Dr. Wright emphasises that lawfulness is one of the fundamental differentiators between privacy and anonymity, and that the concept of lawfulness will always depend on the society you’re in. For accountability in the event of wrongdoing, it is essential, first and foremost, that identities be linked to actions.
When things are made public and responsible parties are identified, we have achieved transparency.
Disclosing one’s true identity is a prerequisite for several forms of communication. Dr. Wright uses coffee houses as an example of public forums for the open discussion of political ideas that contributed to the development of Western civilization. You can only be yourself in a coffee shop, unlike the anonymous nature of Twitter, and your words will always be associated with you. It’s not hard to figure out who’s saying what and where they’re from.

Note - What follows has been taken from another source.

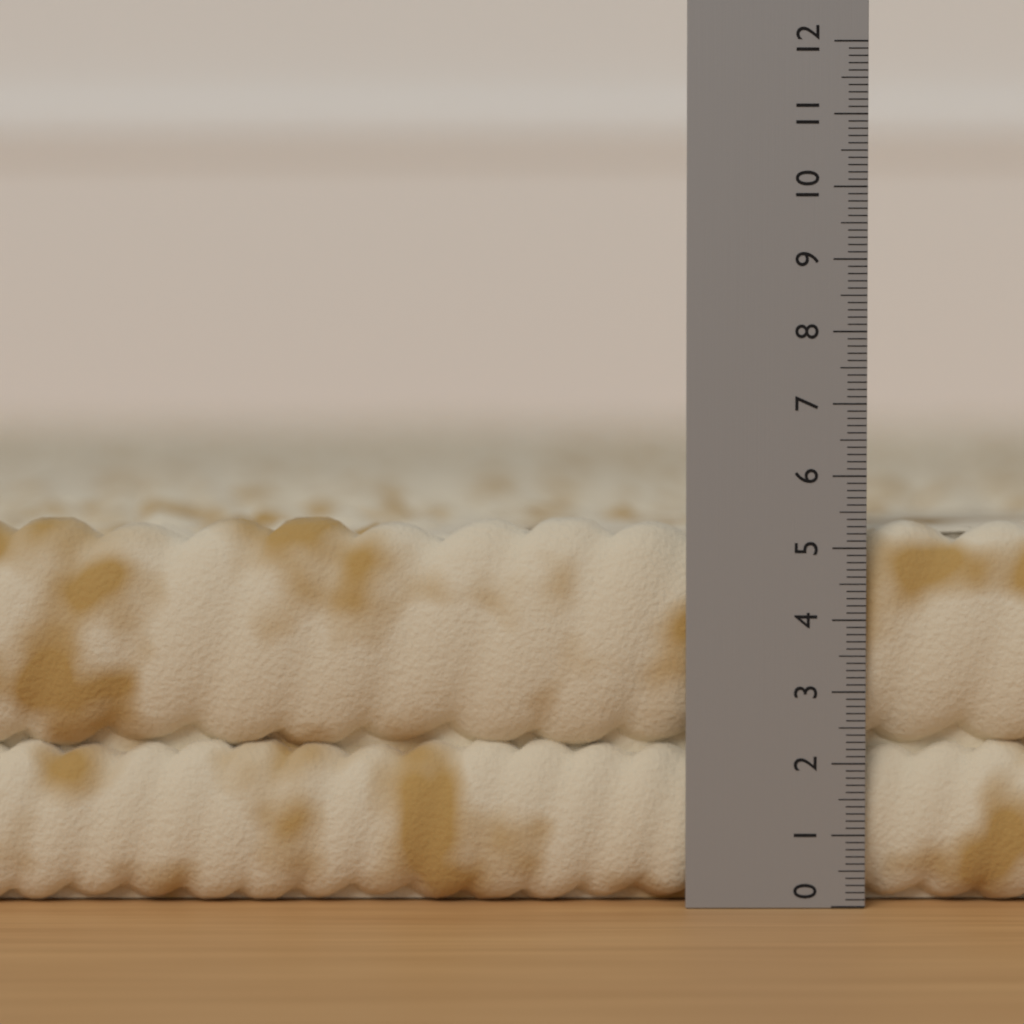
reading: 5.4 (no unit)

Data Storage Limitations Dr. Wright discusses that the European Union (EU) has data storage limits, including the right to be forgotten, how long a firm can keep information on you, etc.
“Now we have this thing called a blockchain, and it can make it hard to get rid of data,” he explains. How can we be sure that it’s completely vanished? For this reason, pruning is necessary. Dr. Wright urges us to take a step back and consider the broader picture: when Bitcoin reaches tens of billions of transactions per second, we’ll be talking about petabytes of data stored annually. In that setting, users won’t be operating nodes on their personal computers but rather using SPV and company-specific data. He explains, “If you’re Amazon, you want data linked to Amazon.”
Because there is no clear time frame for how long data must be kept, records retention policies pose a challenge for distributed ledgers like Ethereum.The copyright documentation, for instance, may be required to be retained for up to 95 years. With Ethereum developers constantly updating the protocol, how will this be possible? There is no way that this could happen.
Minimizing data storage needs is important because, as Dr. Lawrence Wright mentions when discussing petabytes of information, people won’t want to store it all in the future. The same holds true for data; some may not be useful to a specific business. For instance, a database tracking property ownership in the United Kingdom would have little use for car registration data if it also included New Zealand.
A user can still use SPV and Merkle proofs to demonstrate that their record is genuine even if the data host removes it. Records will be irrefutably verifiable because of the ability to connect transactions to the information included in block headers (which take up only 80 bytes each).